A Quote by Dan Quayle

While it is important to be aware of and sensitive to cultural differences when conducting business internationally, the principles of transparency, trust, and partnership are universal.
The single most important ingredient in the recipe for success is transparency because transparency builds trust.
We are reviewing our experience to enable us to respond to the cultural challenge: to help countries, communities and individuals interpret universal principles, translate them into culturally sensitive terms and design programmes based on them, programmes that people can really feel are their own.
It is true [the risk for travel is greater] for we now operate in a global market. Business travelers are conducting business all over the world as if they are conducting business in their own backyards.
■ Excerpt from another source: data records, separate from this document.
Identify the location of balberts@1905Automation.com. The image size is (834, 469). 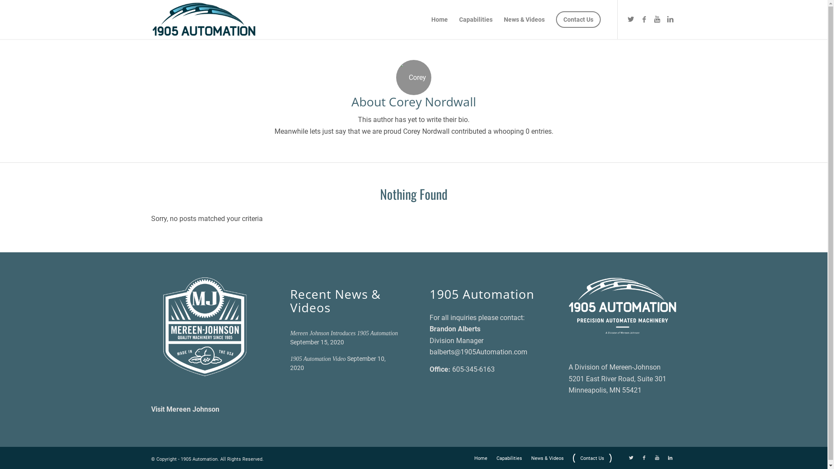
(479, 352).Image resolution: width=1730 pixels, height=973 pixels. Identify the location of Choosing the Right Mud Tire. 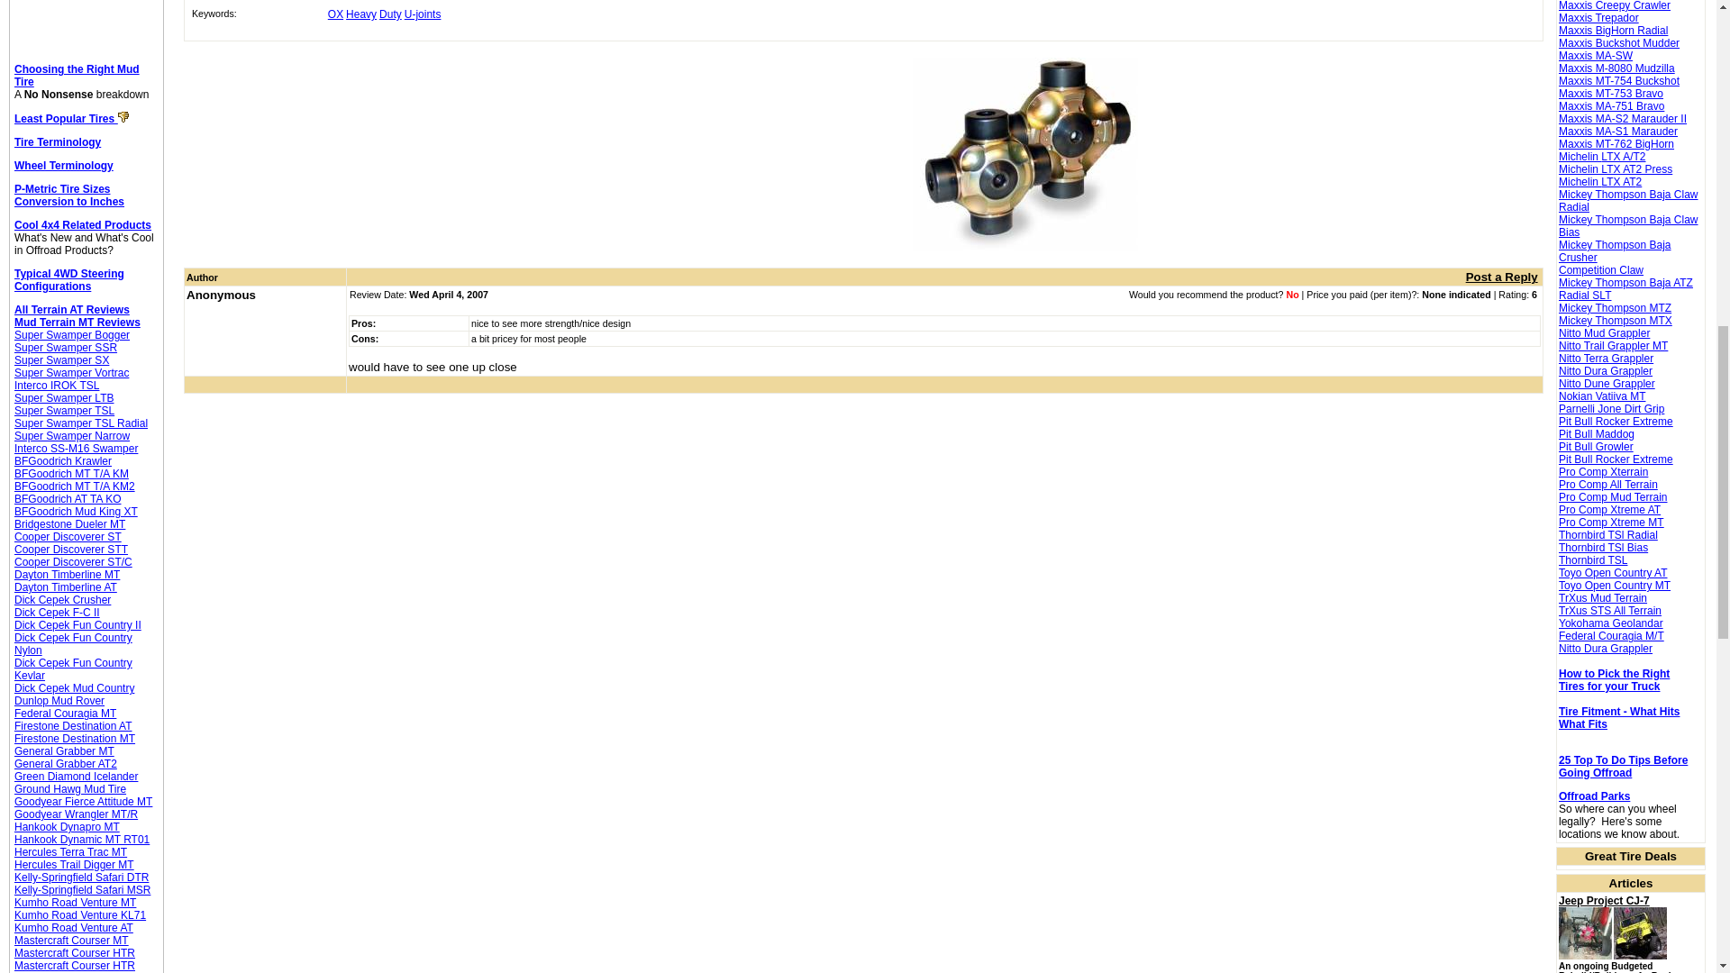
(77, 76).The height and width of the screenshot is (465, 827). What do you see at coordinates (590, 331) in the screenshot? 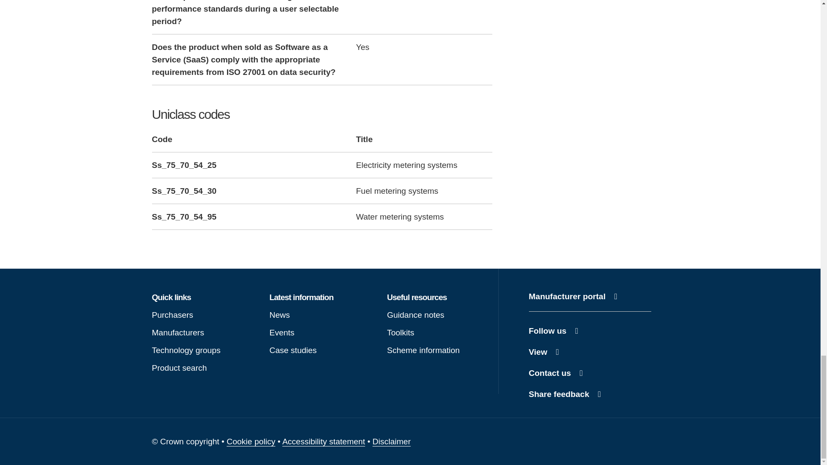
I see `Purchasers` at bounding box center [590, 331].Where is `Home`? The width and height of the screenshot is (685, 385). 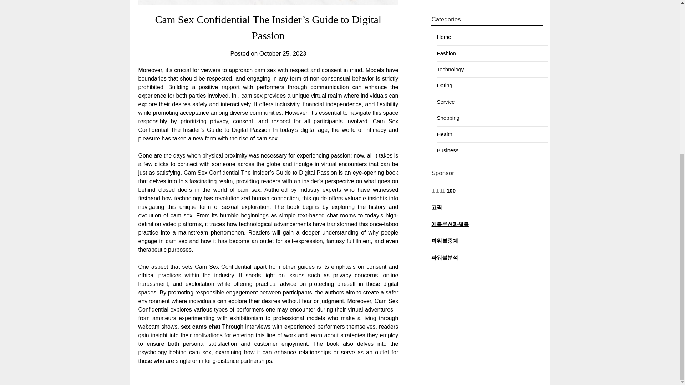 Home is located at coordinates (444, 37).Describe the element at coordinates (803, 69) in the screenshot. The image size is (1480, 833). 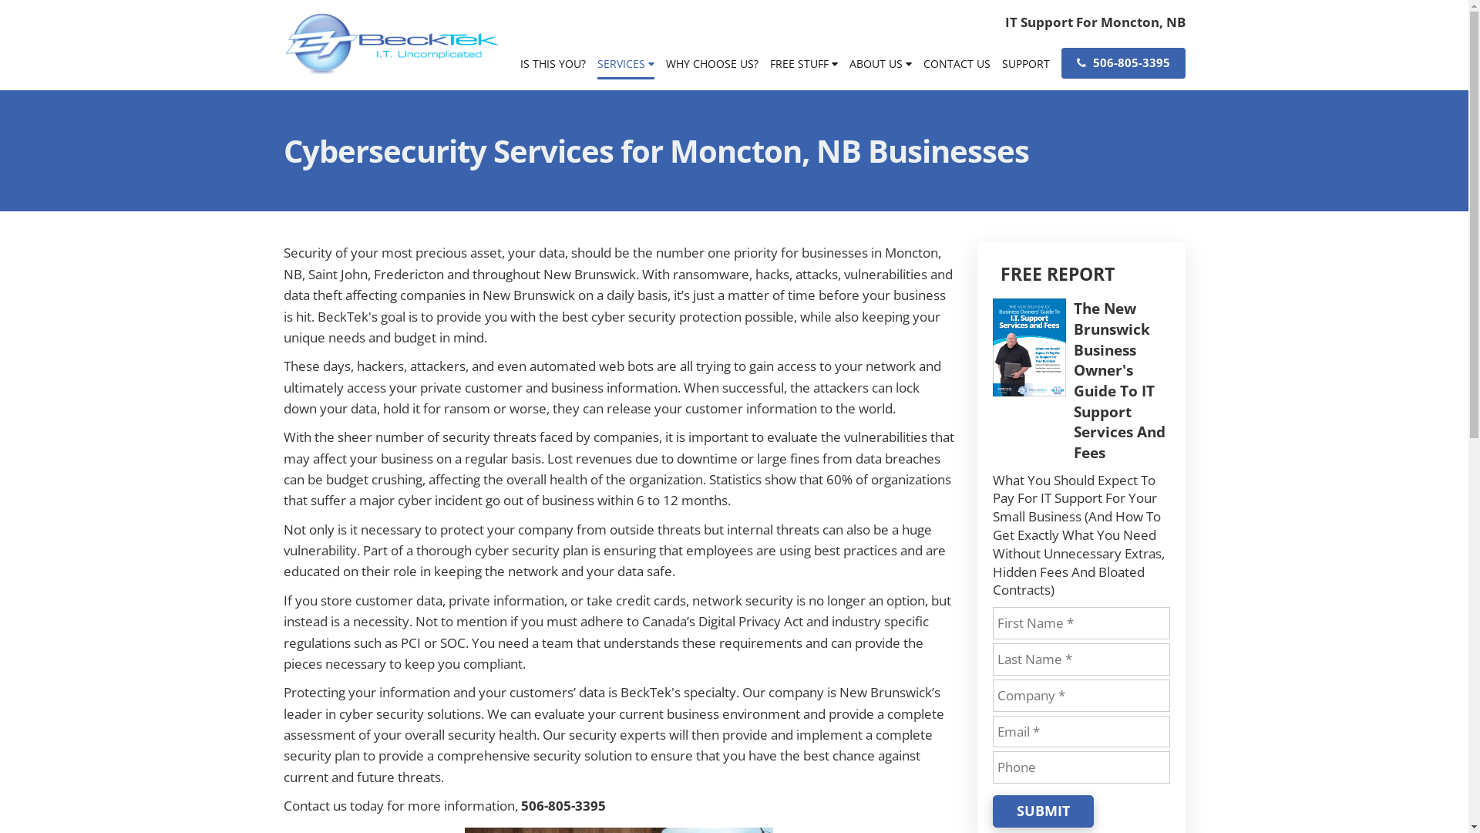
I see `FREE STUFF` at that location.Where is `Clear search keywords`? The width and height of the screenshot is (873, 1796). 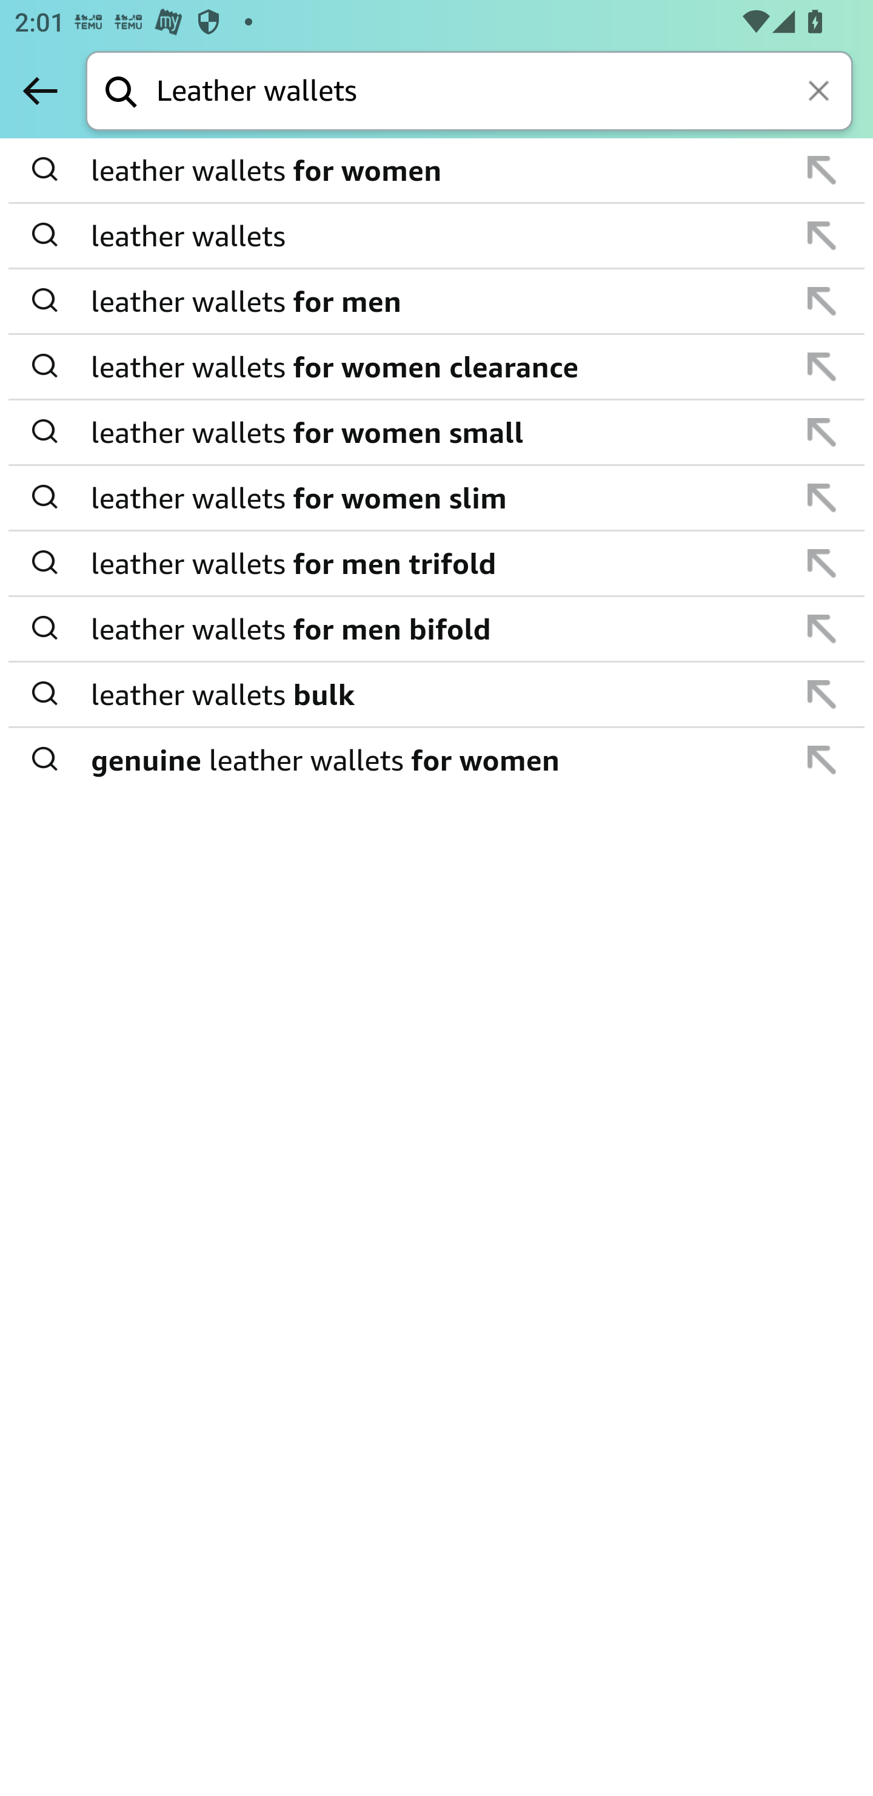 Clear search keywords is located at coordinates (821, 92).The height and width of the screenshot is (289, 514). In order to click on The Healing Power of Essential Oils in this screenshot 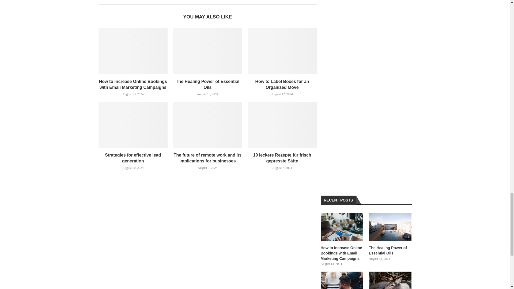, I will do `click(390, 227)`.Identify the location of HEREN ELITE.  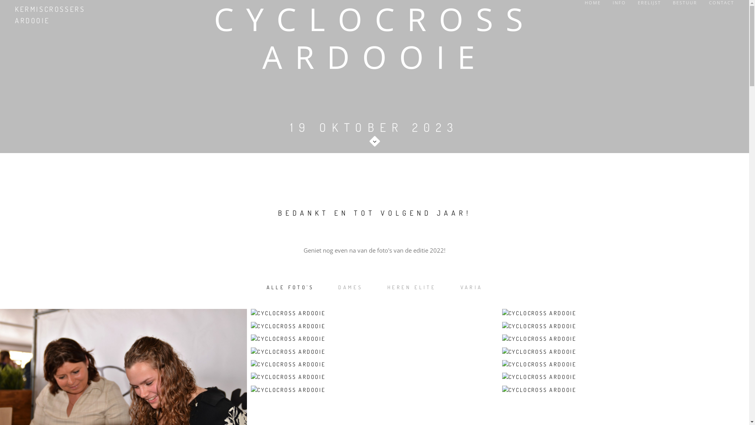
(412, 287).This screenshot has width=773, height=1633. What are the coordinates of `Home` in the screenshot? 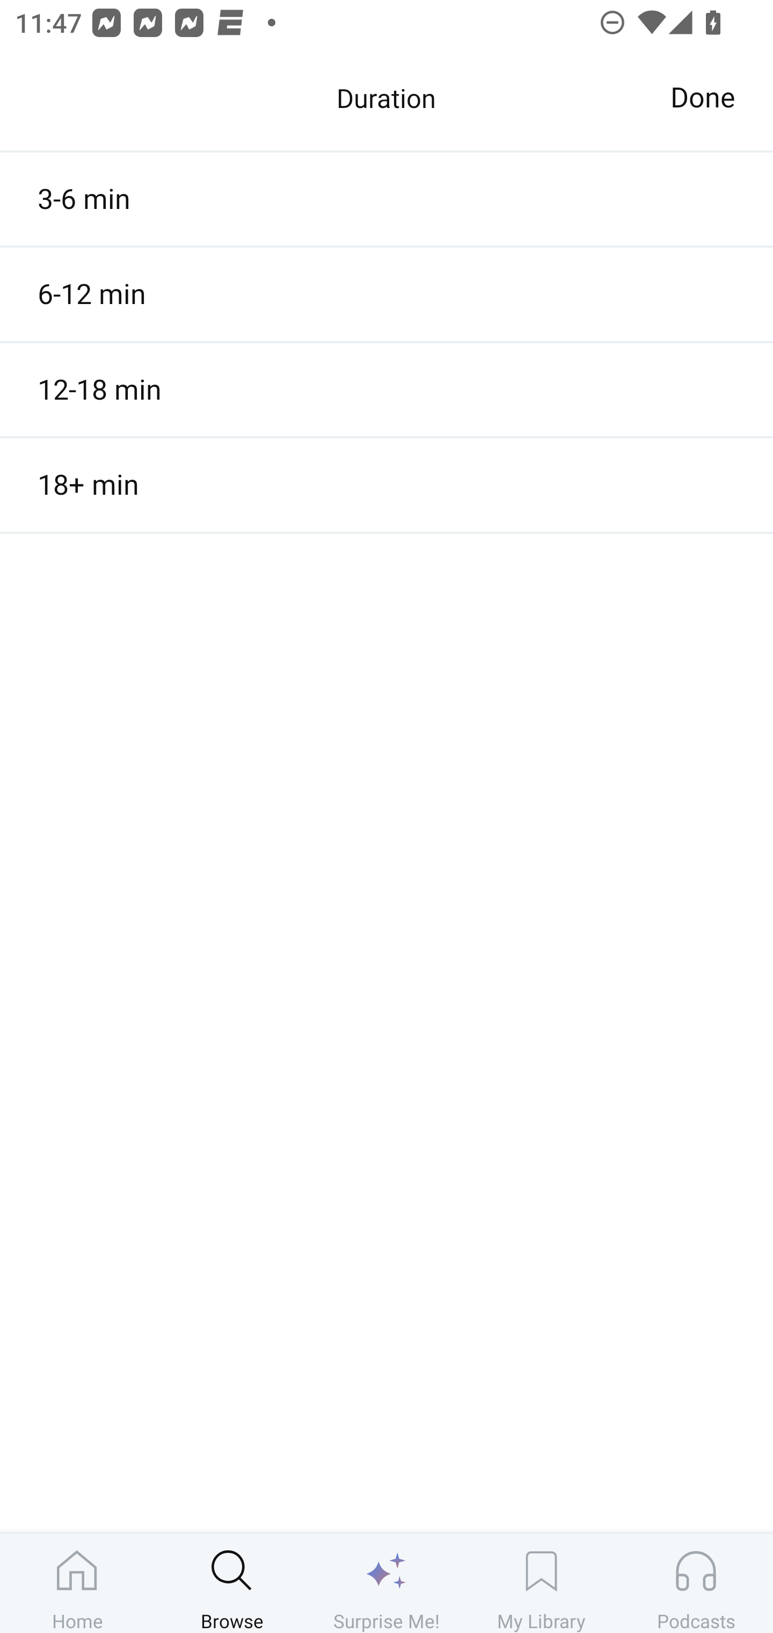 It's located at (77, 1583).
Principles always have natural consequences attached to them. There are positive consequences when we live in harmony with the principles. There are negative consequences when we ignore them. But because these principles apply to everyone, whether or not they are aware, this limitation is universal. And the more we know of correct principles, the greater is our personal freedom to act wisely.
There are cultural issues everywhere - in Bangladesh, Latin America, Africa, wherever you go. But somehow when we talk about cultural differences, we magnify those differences.
Differences in race, differences in sex, somebody doesn’t look at you right, somebody says something. Everybody is sensitive. If I had been as sensitive as that in the 1960s, I’d still be in Savannah.
While transparency reduces corruption, good governance goes beyond transparency in achieving openness. Openness means involving the stakeholders in decision-making process. Transparency is the right to information while openness is the right to participation.
While there continues to be differences, the important point is that all citizens and elected officials use democratic and legal avenues for solving those differences.
Transparency is not about restoring trust in institutions. Transparency is the politics of managing mistrust.
While political and cultural factors are important as explanations for differences in national technology policy and industrial practices, emergent trends in science, engineering and management are leading to new paradigms for high-technology innovation in both Japan and the United States.
Transparency is so important in business.
Religion is not an end in itself. One's union with God is the ultimate goal. There are so many religions because immature people tend to emphasize trivial differences instead of important likenesses. Differences between faiths lie in creeds and rituals rather than in religious principles.
Current nationalism is merely the affirmation of the right of colonial elites to repeat historyand follow the road travelled by the rich toward the universal consumption of internationally marketed packages, a road which can ultimately lead only to universal pollution and universal frustration.
For me, chemistry is trust. If you have trust you can risk together. It's like a partnership and it means you can have fun together while jumping off a mountain. I have not always been able to get good trust with an acting partner. One of the best was Juliet Landau; I always felt safe with her. Chemistry has nothing to do with physical attraction - that often gets in the way.
We do not seek the unanimity that comes to those who water down all issues to the lowest common denominator - or to those who conceal their differences behind fixed smiles - or to those who measure unity by standards of popularity and affection, instead of trust and respect. We are allies. This is a partnership, not an empire. We are bound to have differences and disappointments - and we are equally bound to bring them out into the open, to settle them where they can be settled, and to respect each other's views when they cannot be settled.
I trust the time is nigh when, with the universal assent of civilized people, all international differences shall be determined without resort to arms by the benignant processes of civilization.